Robinhood just entered the blockchain infrastructure game. The $76 billion retail trading giant launched the public testnet for Robinhood Chain on February 11, 2026 — an Ethereum layer-2 network built on Arbitrum and designed specifically for tokenized real-world assets.
This isn’t a surprise announcement. Robinhood first revealed blockchain plans in June 2025 and spent six months in private testing before opening the network to developers. The company has already tokenized nearly 2,000 U.S. stocks and ETFs on Arbitrum, offering European users token versions with dividend payments and extended trading hours.
Now they’re building the rails to scale it.
The Robinhood Chain public testnet is live
Developers can now build on a financial-grade Ethereum Layer 2 built on @arbitrum— designed to support tokenized real-world and digital assets.
Start building with the core foundation of Robinhood Chain: https://t.co/yHCQRh5x3j…
— Robinhood (@RobinhoodApp) February 11, 2026
What Robinhood Chain Does
The network is built for financial-grade applications, not general-purpose blockchain activity. Robinhood designed it around three core capabilities: 24/7 trading, seamless cross-chain bridging, and self-custody through Robinhood Wallet.
Developers get access to network entry points, documentation at docs.chain.robinhood.com, and compatibility with standard Ethereum tooling. Infrastructure partners have already begun early integrations. In the coming months, Robinhood plans to release testnet-only assets including stock tokens, deeper wallet integration, and a familiar development environment for anyone who’s built on Ethereum or Arbitrum.
The target applications tell the story: tokenized asset platforms, decentralized lending markets, and perpetual futures exchanges. All connected directly to Ethereum’s existing DeFi liquidity rather than starting from scratch.
Why Build a Chain?
Johann Kerbrat, Robinhood’s SVP and General Manager of Crypto, explained the rationale at CoinDesk’s Consensus Hong Kong conference: “What we wanted was the security of Ethereum, the liquidity that is available on EVM chains and the Ethereum ecosystem. But we were also wanting to have a way to customize the chain and to make it really optimized for traditional assets being tokenized.”
This isn’t about scaling Ethereum. Kerbrat was direct about that: “For us, it was never really about scaling Ethereum or doing faster transactions.”
The real value is customization. Compliance requirements vary by jurisdiction. Regulated financial products need embedded controls that generic blockchains don’t provide. Robinhood Chain lets them build those features directly into the infrastructure layer.
CEO Vlad Tenev made the case for tokenized equities earlier this year, arguing that blockchain-based real-time settlement could prevent trading freezes — a pointed reference given Robinhood’s past criticism over platform outages during market volatility.

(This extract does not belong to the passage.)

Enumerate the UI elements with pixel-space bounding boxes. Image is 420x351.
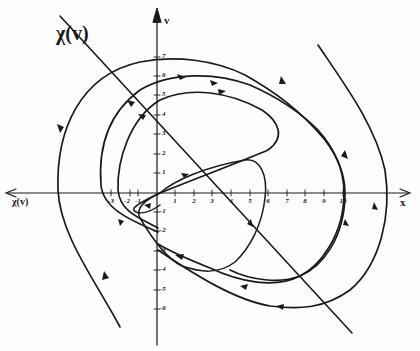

The Exchange-as-Infrastructure Play
Robinhood joins a growing trend of major exchanges building their own blockchain infrastructure. Coinbase operates Base, its Ethereum L2, and announced tokenized equities in December 2025. Kraken is developing Ink, an Optimism-based L2, alongside its xStocks tokenized equity offering.
The pattern is clear: exchanges are moving to control both the user interface and the underlying rails. Whoever owns the infrastructure captures the tokenization wave.
Robinhood’s current tokenized equity holdings sit at roughly $15 million in total value according to Entropy Advisors data on Dune Analytics — still trailing competitors like xStocks and Ondo Global Markets. The chain launch signals intent to close that gap by providing purpose-built infrastructure that attracts both developers and liquidity.
What’s Next
The mainnet launch is planned for later in 2026. Between now and then, Robinhood will expand testnet functionality, add stock token testing, and build out integrations with its wallet and broader onchain financial tooling.
Vitalik Buterin recently argued that some rollups may need different decentralization trade-offs when compliance or real-world assets are involved. Kerbrat said that view doesn’t change Robinhood’s approach: “We’ve always been building with the idea that there are different compliance requirements based on the jurisdiction, and all these things can be embedded into the chain.”
Tokenized equities are coming to blockchain infrastructure whether legacy finance is ready or not. Robinhood just bet its own chain on being the place where it happens.